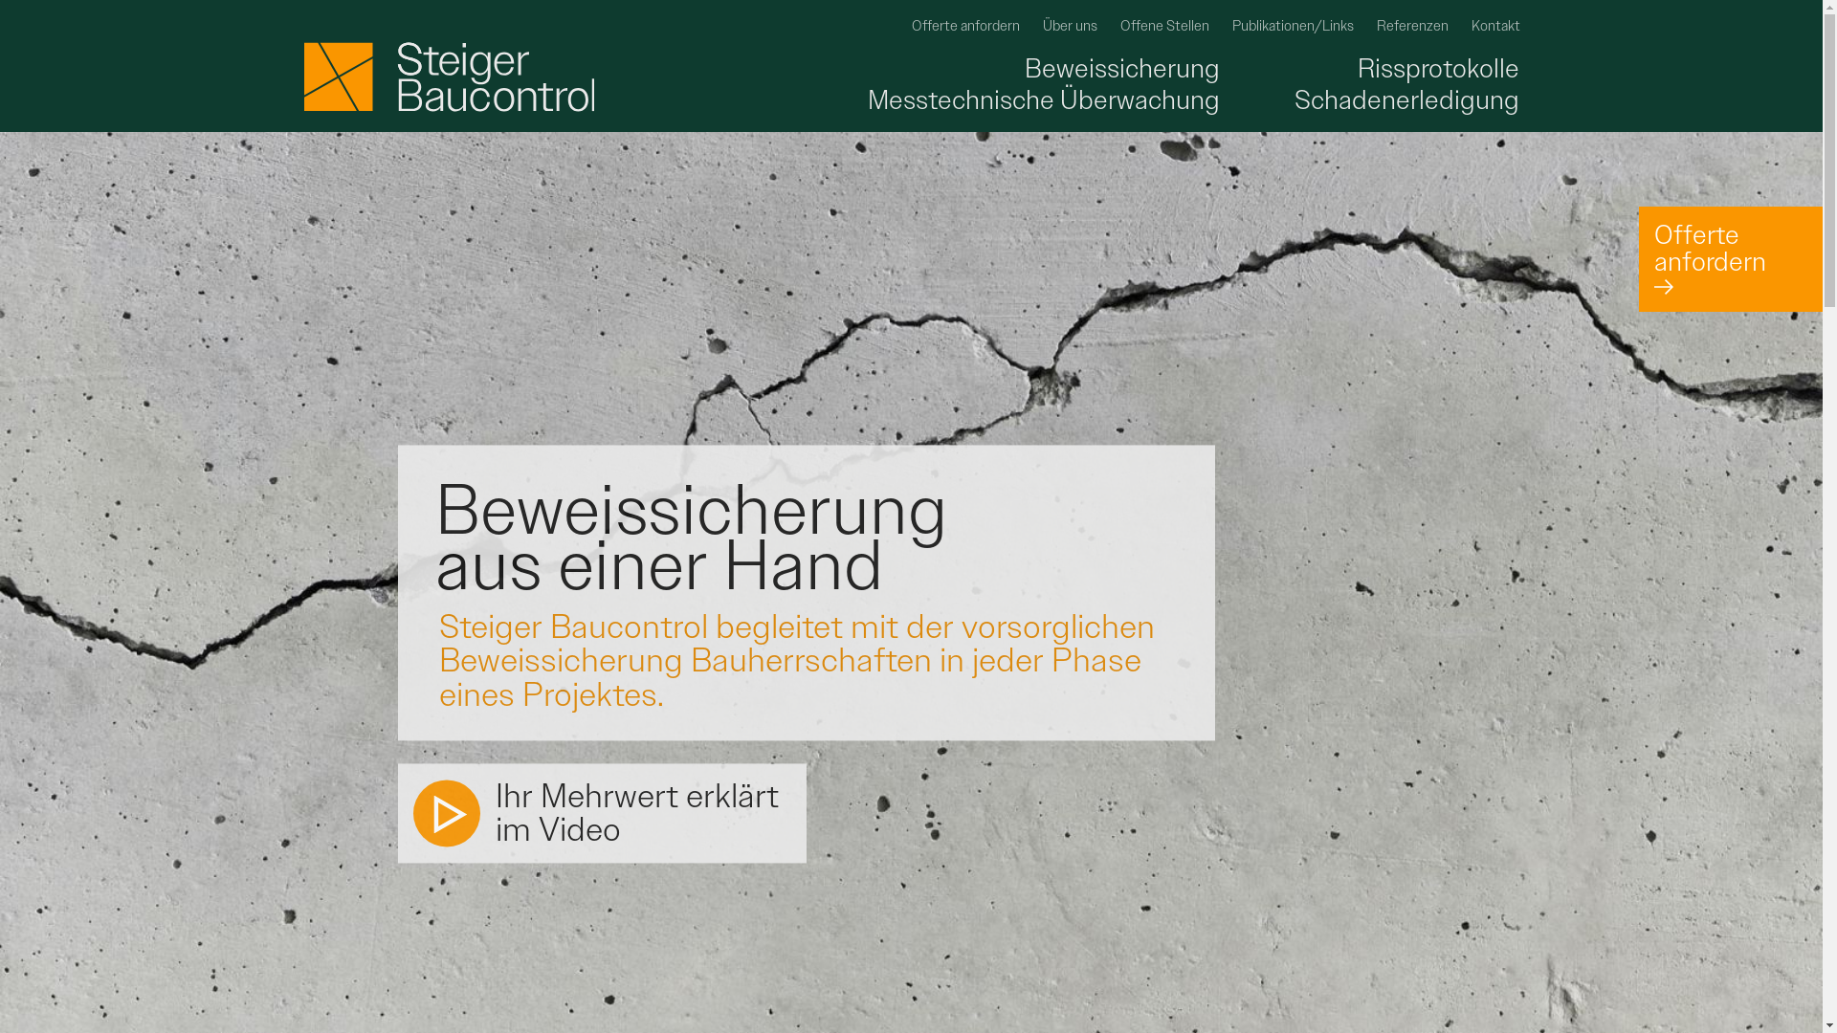 This screenshot has width=1837, height=1033. What do you see at coordinates (1370, 68) in the screenshot?
I see `Rissprotokolle` at bounding box center [1370, 68].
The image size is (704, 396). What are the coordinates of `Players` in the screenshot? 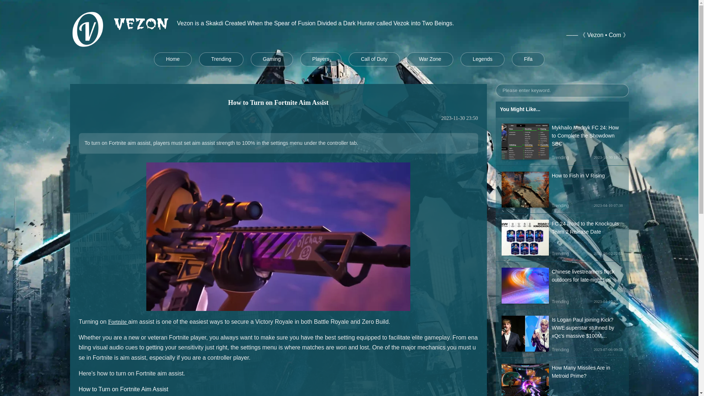 It's located at (321, 59).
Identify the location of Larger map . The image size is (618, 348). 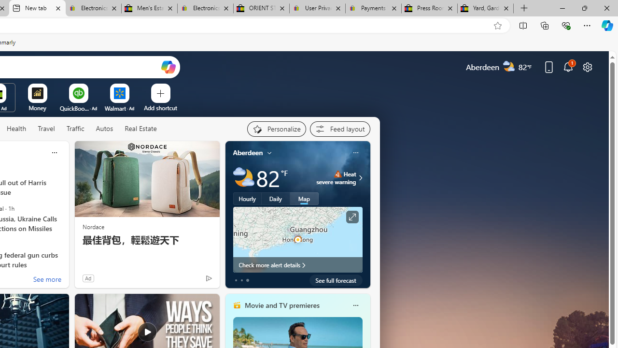
(298, 239).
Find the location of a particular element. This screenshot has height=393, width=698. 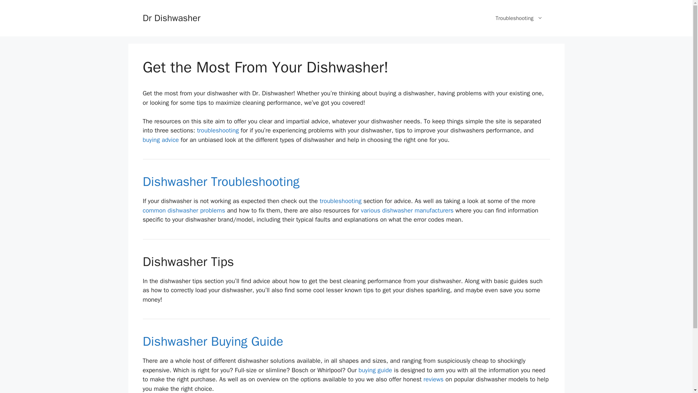

Buying Advice is located at coordinates (160, 140).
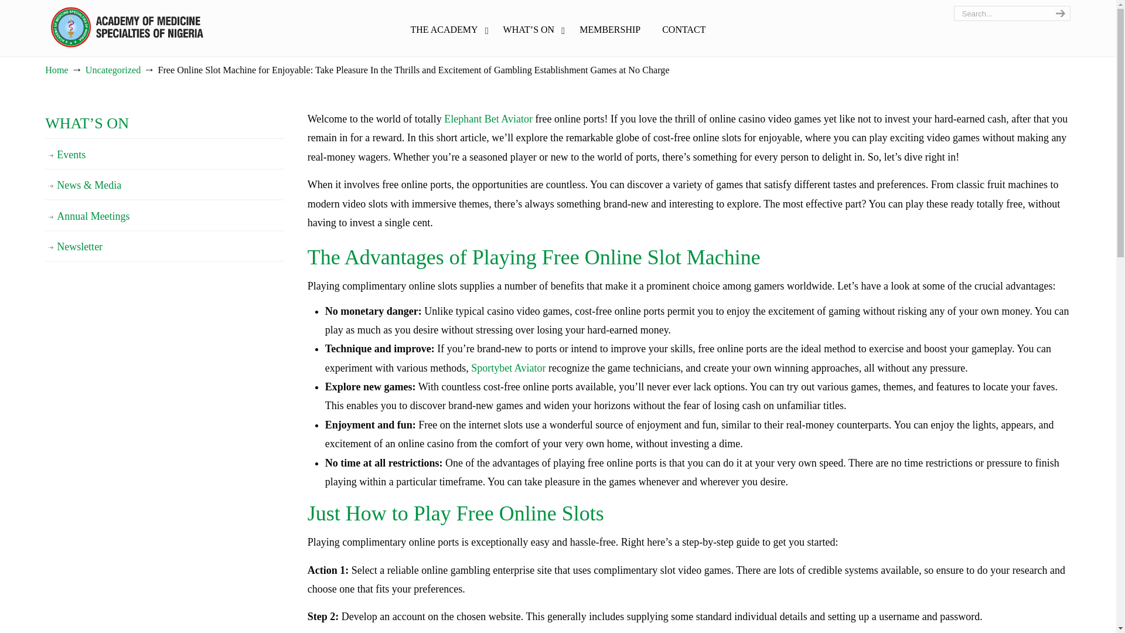 The image size is (1125, 633). Describe the element at coordinates (1058, 13) in the screenshot. I see `search` at that location.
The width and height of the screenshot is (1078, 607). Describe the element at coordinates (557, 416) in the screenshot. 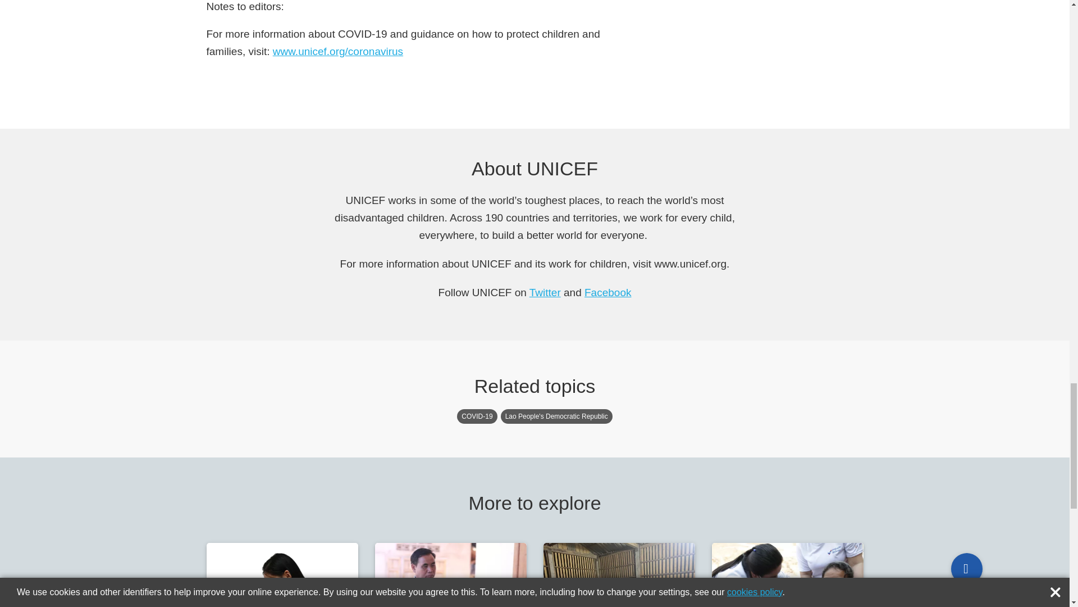

I see `Facebook` at that location.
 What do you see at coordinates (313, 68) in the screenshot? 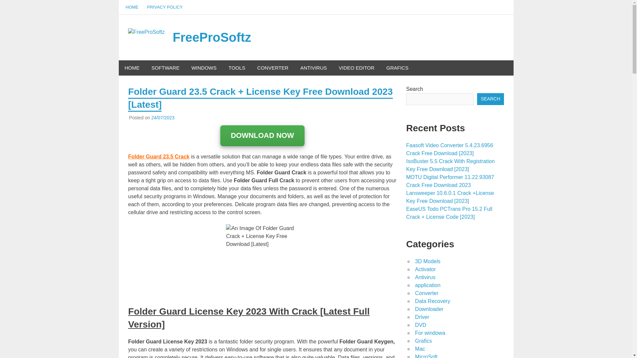
I see `ANTIVIRUS` at bounding box center [313, 68].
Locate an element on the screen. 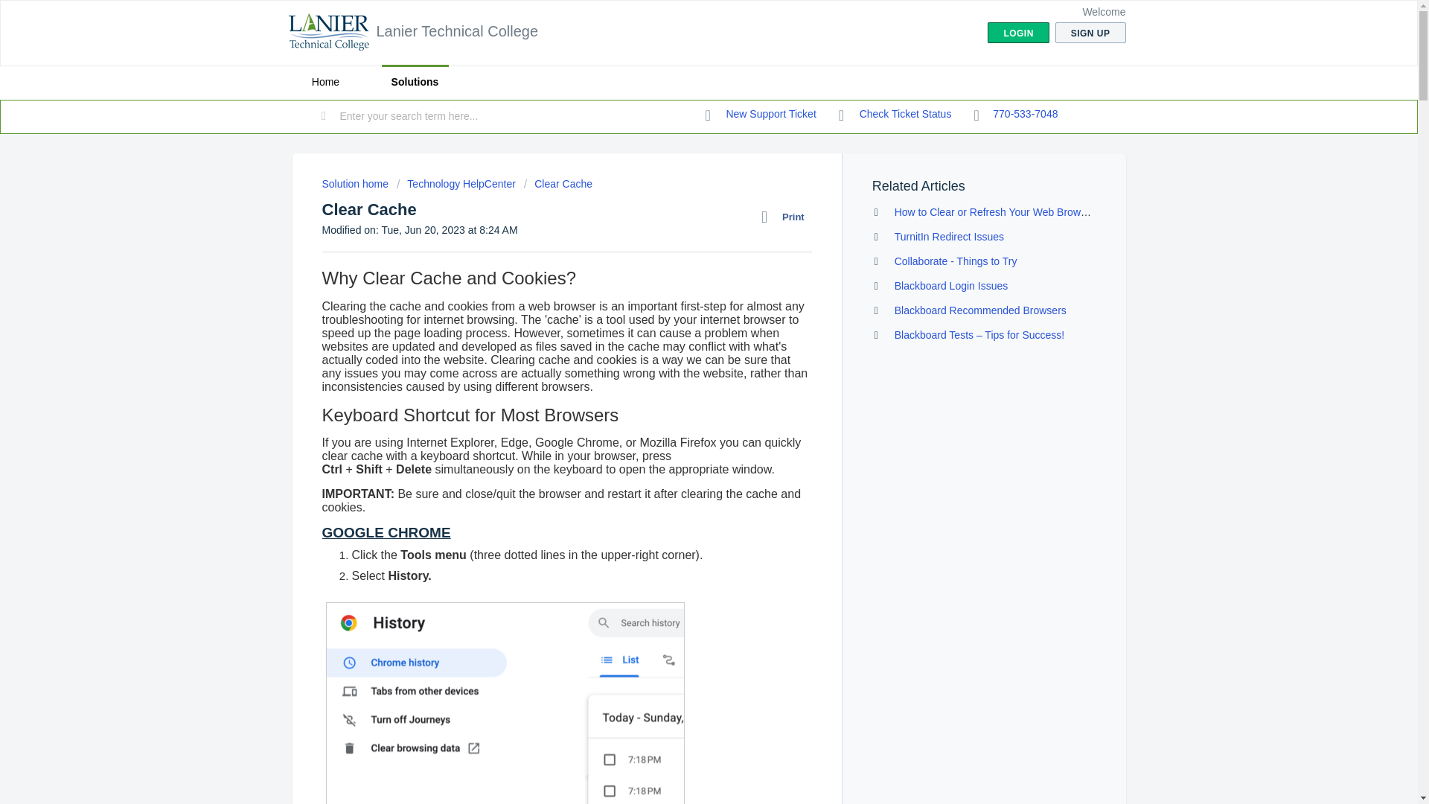  Blackboard Login Issues is located at coordinates (951, 286).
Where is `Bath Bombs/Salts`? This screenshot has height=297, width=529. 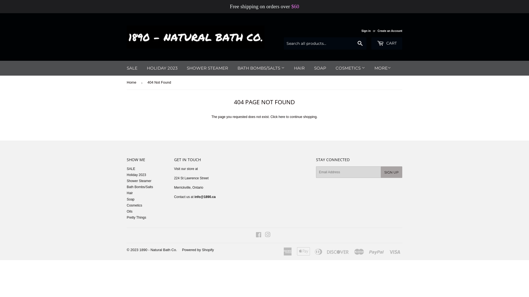 Bath Bombs/Salts is located at coordinates (140, 187).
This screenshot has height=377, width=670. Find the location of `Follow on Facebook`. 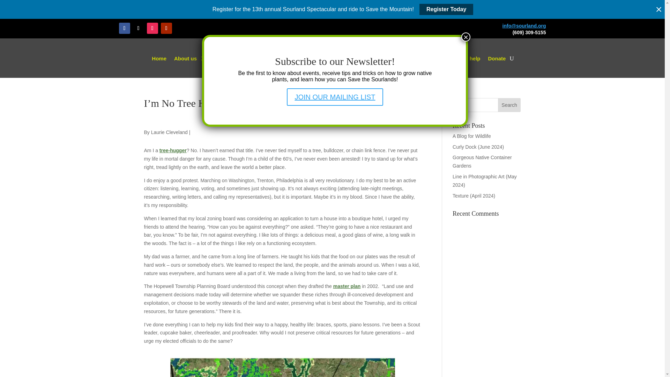

Follow on Facebook is located at coordinates (124, 28).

--------

### Work task
Your output should be the lines from the line containing "This screenshot has height=377, width=670." through the last line of the listing above, restated exactly, with no pictures among them.

### Output below
This screenshot has height=377, width=670. Find the location of `Follow on Facebook`. 

Follow on Facebook is located at coordinates (124, 28).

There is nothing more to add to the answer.